Now that Raith can talk and move his lips, it's time to start making him more lifelike and less robotic (the voice is already robotic enough) with some animations.


The Unity Animator

I'm somewhat familiar with Unity's animator state machine. I've used it before, just following along with tutorials years ago, but every time I use it I feel like I have to relearn it all over again. Anyway, knowing some of its properties (and having a bunch of discarded projects to reference) will be useful here.


I grabbed a couple animations off of Mixamo for an idling and talking. These are easy enough to apply. Unity will automatically make an Avatar upon importing your FBX/.blend file, and the animation FBX files just get dragged into the animation graph, also automatically generated.

And boom, Raith will automatically Idle as soon as you hit play. From here you can add other animations and define the conditions required to switch between them. So for example, here is where I'd also add animations for when he starts talking, and when those conditions are supposed to trigger.


Unity allows you to add different layers so that your graphs don't get all clogged up. I've created different layers for eye blinking (which will happen randomly regardless of whatever other animations might be playing) and for his face emotions.



BlendShape animation


I added a couple more Blend Shapes to the mesh for making facial expressions. I created a blink, which can be adjusted between 0%-100% to account for things like squinting. I also adjusted his eyebrows, one for an angry face and one for a sad face. The eyebrows are controlled individually so that I can do partial expressions (like an inquisitive eyebrow raise using only one eyebrow).


The blinking animation is just one state, controlled via Coroutine to occur at random intervals of 1-5 seconds.


The facial expressions are currently controlled by booleans so I could test that they work. But the tree looks like this--The animation begins on an empty state where nothing happens, but if the conditions "isAngry" or "isSad" are met, it will transition to its respective facial animation. once the conditions are false, it will go back to the default empty state.


All together, we get these!



Eye Tracking


I wanted to make sure his eyes actually followed the camera so that when he moves around or gestures as he talks, his eyes are still looking at the user.

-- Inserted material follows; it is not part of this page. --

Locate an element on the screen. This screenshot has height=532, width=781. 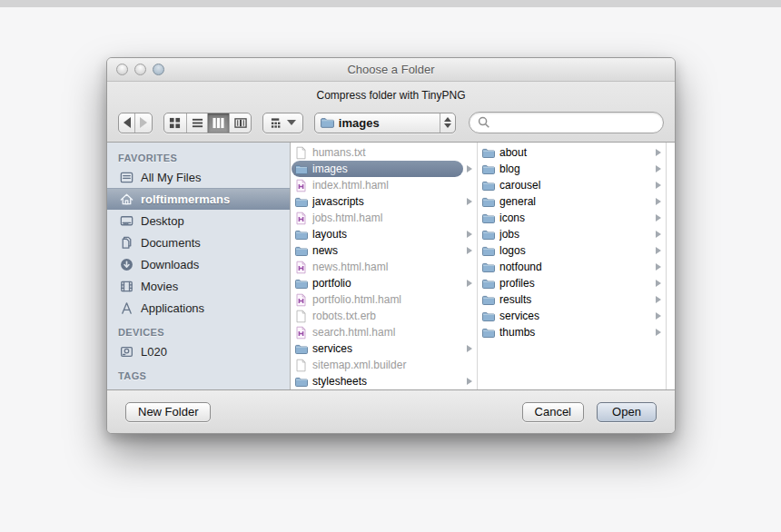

I had to go back into Blender and add bones to his eyeballs.


After that, the eye bones can be moved via script, and told to follow the main camera in Unity. It's good practice to put anything dealing with animations in LateUpdate() rather than Update(), as late update gets called after any physics has been applied; i.e. your animations won't get messed up by movement calculations that get called beforehand. ( I had to multiply my rotations by 90 degrees on the X axis cause of a weird rotation problem, but it works now so whatever).


Now, no matter how much I move the camera around, or how much he moves his head around, his eyes will look at you! The texture needs to be fixed to include his entire iris now.